Thanks for sharing! I feel the same way towards Singer's thought experiment. I personally find it much more motivating to use Joe Carlsmith's version of it.
Suppose that I am setting off to walk in the forest on a crisp fall afternoon — something I’ve been looking forward to all week. As I near the forest, I notice, far away, what looks like some sort of commotion down by the river, off of my walking route, though I can’t see very clearly. I consider going to see what’s going on, but the light is fading, so I decide to continue on my way.
I learn later that while I was walking, a man in his early forties drowned in that river. He was pinned under some sort of machinery. Five other people were there, including his wife and son, but they weren’t strong enough to lift the machinery by themselves. One extra person might have made the difference.
(Here I try to imagine vividly what it was like trying to save him — his wife desperate, weeping, pulling at him, his own eyes frantic, the fear and chaos, the eventual despair– and the pain of his absence afterwards; and the counterfactual world in which instead, another person arrived in time to help, and he lives.)
The intuition this pumps for me is: I wish I’d gone to the river. Importantly, though, at least for me, the case leaves the focus of attention on the drowned man himself, and the clear sense in which a beautiful walk would be worth trading, cancelling, disappearing, to grant him multiple decades of life, and his family multiple decades of time together. The question of whether my choice to continue walking was wrong, though not entirely absent, is less salient. That is, for me (at least as a thought experiment — who knows how I’d feel if something like this really happened), the case touches most centrally into a feeling of regret, rather than guilt. I wish I could go back, and create a world where I had one fewer beautiful walk, and he lived.
Thanks for sharing! I feel the same way towards Singer's thought experiment. I personally find it much more motivating to use Joe Carlsmith's version of it.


(WHAT IS EXPECTED)
Check every line below for the word "Chapter" and show those that hold it.

(Dataset records)
━━━━━━━━━━━━━━━━━━━━━━━━━━━━━━
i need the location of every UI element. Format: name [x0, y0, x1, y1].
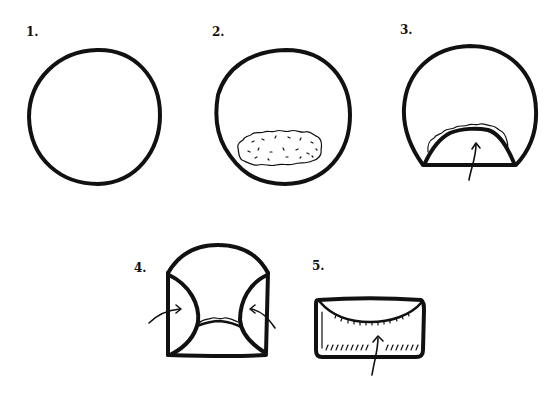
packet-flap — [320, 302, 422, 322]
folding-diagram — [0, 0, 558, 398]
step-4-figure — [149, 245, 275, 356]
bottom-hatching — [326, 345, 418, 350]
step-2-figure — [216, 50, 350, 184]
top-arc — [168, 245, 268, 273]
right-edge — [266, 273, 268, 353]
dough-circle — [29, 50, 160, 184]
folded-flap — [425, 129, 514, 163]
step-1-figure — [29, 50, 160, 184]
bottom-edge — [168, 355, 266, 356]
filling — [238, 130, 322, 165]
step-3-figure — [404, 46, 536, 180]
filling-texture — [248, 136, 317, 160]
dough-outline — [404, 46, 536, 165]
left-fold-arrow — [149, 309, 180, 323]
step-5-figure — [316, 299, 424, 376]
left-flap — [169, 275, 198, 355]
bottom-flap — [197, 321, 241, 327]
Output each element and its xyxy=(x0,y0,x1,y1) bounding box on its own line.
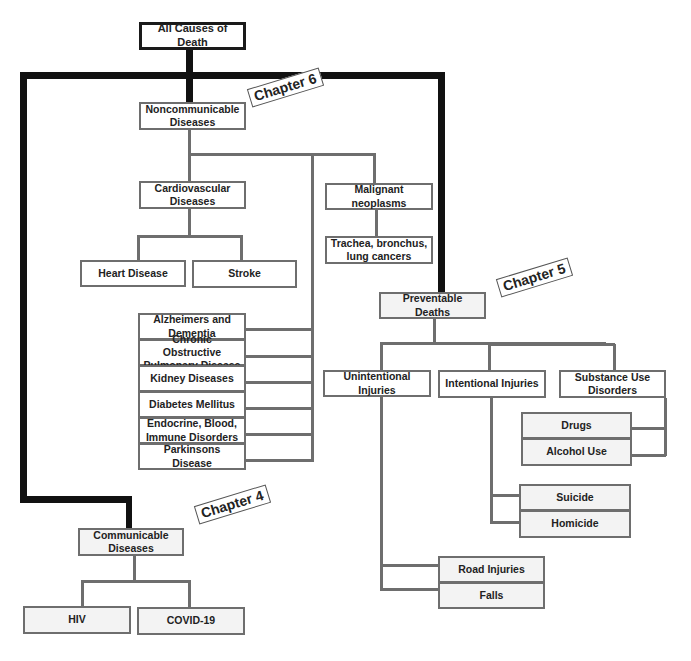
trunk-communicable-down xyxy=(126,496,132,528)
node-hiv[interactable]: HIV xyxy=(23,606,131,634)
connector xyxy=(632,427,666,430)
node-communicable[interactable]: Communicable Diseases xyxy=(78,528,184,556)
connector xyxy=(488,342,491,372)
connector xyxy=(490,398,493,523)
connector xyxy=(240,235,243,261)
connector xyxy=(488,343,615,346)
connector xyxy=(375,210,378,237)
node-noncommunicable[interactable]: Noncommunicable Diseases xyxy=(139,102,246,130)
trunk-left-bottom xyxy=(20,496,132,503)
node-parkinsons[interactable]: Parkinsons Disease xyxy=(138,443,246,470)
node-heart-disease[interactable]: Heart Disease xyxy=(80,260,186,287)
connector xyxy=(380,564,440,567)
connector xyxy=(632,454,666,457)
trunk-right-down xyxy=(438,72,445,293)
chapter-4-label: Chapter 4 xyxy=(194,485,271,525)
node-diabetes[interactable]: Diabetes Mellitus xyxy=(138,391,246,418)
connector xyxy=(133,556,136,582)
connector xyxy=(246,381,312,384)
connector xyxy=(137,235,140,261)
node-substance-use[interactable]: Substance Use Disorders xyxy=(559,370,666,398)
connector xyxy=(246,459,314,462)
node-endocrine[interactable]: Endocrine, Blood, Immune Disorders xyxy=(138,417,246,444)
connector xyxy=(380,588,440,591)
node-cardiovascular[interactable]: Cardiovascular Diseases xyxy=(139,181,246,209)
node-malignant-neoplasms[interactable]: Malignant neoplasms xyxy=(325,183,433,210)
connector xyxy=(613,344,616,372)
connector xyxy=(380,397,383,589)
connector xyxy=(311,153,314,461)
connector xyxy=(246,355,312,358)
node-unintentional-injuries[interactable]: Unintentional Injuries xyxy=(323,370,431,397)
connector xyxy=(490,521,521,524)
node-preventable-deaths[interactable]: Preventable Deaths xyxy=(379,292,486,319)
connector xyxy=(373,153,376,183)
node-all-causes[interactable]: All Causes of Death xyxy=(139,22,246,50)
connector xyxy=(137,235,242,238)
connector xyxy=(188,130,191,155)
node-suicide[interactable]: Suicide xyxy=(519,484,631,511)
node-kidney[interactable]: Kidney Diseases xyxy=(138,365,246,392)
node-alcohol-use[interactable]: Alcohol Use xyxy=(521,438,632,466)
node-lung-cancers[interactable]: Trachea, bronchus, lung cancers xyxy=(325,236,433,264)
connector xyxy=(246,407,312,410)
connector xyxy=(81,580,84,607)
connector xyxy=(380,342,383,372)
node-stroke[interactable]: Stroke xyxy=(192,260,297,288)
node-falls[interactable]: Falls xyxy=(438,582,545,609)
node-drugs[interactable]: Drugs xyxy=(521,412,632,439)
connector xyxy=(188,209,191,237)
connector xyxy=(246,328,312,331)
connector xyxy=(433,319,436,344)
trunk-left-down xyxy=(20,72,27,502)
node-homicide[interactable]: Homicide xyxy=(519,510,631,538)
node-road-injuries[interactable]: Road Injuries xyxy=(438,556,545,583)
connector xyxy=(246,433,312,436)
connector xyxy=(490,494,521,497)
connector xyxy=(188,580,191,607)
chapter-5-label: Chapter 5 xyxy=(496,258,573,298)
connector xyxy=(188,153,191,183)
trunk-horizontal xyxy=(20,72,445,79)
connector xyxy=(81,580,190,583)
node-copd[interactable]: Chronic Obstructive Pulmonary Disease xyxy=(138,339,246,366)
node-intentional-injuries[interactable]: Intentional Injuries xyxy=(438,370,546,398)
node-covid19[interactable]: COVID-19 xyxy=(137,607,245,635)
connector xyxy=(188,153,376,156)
━━━━━━━━━━━━━━━━━━━━━━━━━━━━━━
(RESPONSE TO THIS TASK)
chapter-4-label: Chapter 4 xyxy=(194,485,271,525)
chapter-5-label: Chapter 5 xyxy=(496,258,573,298)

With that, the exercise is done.